Solo turned up the amplification on his communicator, let the signal beep-beep loudly a second, then damped it down. He slammed the taxicab door. The vehicle rattled off.

Solo walked along under the gloomy wall. At the gate in the wire fence around the corner, he discovered two agents with riot pistols. He flashed his identification.

"Solo, Operations and Enforcement out of New York."

The taller guard hooked an eye brow up. "One of your mates is already 'ere, sir. Mr. Kurry-what's-'is-name."

Solo's backbone crawled again. "Kuryakin. How long has he been inside?"

"Five, ten minutes, I'd say."

"Alone?"

"Right."

"How did he look? Banged up? Like he'd been beaten? Or drugged?"

"Seemed all right to us, sir. Spoke a little slowly. Yawned once. It's late, though."

"I hope it's not later than we think," Solo said, slipping past them.

One of the guards threw an electric switch on the gate post. The lock in the steel outer door whirred. Solo stepped through into the hollow emptiness of a warehouse full of bales on wooden pallets.
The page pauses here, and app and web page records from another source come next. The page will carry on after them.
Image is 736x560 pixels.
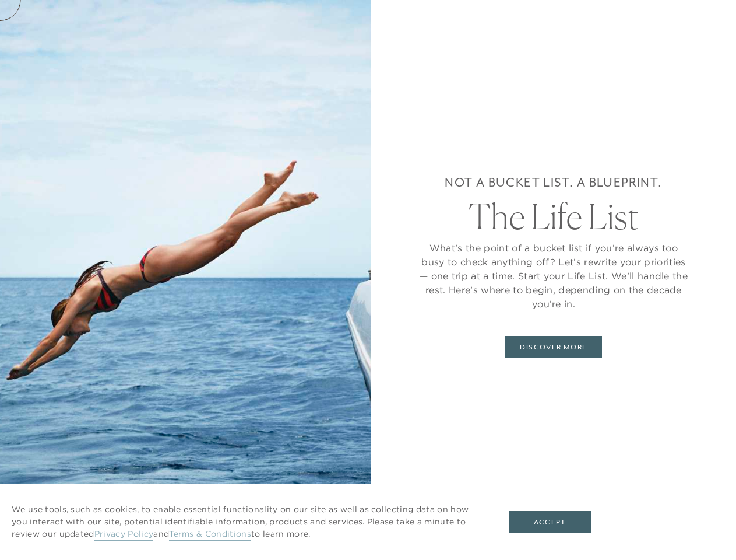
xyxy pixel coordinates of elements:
a: Privacy Policy [95,529,153,540]
p: What’s the point of a bucket list if you’re always too busy to check anything off? Let’s rewrite ... [418,240,690,310]
p: We use tools, such as cookies, to enable essential functionality on our site as well as collectin... [12,503,487,540]
button: Accept [510,511,591,533]
h2: The Life List [468,198,639,234]
h6: Not a bucket list. A blueprint. [445,173,662,192]
a: DISCOVER MORE [505,336,602,358]
a: Terms & Conditions [169,529,251,540]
Far down an aisle a light gleamed. Carefully Solo drew out his pistol and began walking.

He was drenched with cold sweat and sure something was diabolically wrong.

If Illya had escaped his captors, he would have turned off the homing signal and called via Channel D. Yet THRUSH was not so lunatic as to send a captive Illya off on his own. Solo didn't understand it. But his lonely passage through the eerie, towering avenues of stacked bales wrenched his nerves another notch tighter.

The bale storage area came to an end. Ahead brighter lights gleamed in a short corridor. There was a gray-painted door at the end. Beyond that door should lie Dr. Shelley's outer workrooms.

Warily, Solo ran forward.

Half way down the corridor, Solo dug in his heels and skidded up short. From beyond the gray-painted door he heard bangs and crashings, as though of office furniture being overturned. He sniffed. The source of the acrid odor became clear in a moment. From under the gray-painted door, wisps of smoke were curling.

He jumped to the heavy door, pulled it open quickly. "Illya?"

Solo could see little of the area beyond the first workroom, which boiled with smoke. The smoke issued from another doorway in the far side of the room, which was full of filing cabinets. Holding a hand to his mouth, Solo advanced. Beyond the next doorway, bright spurts of flame flickered through the roiling grayness.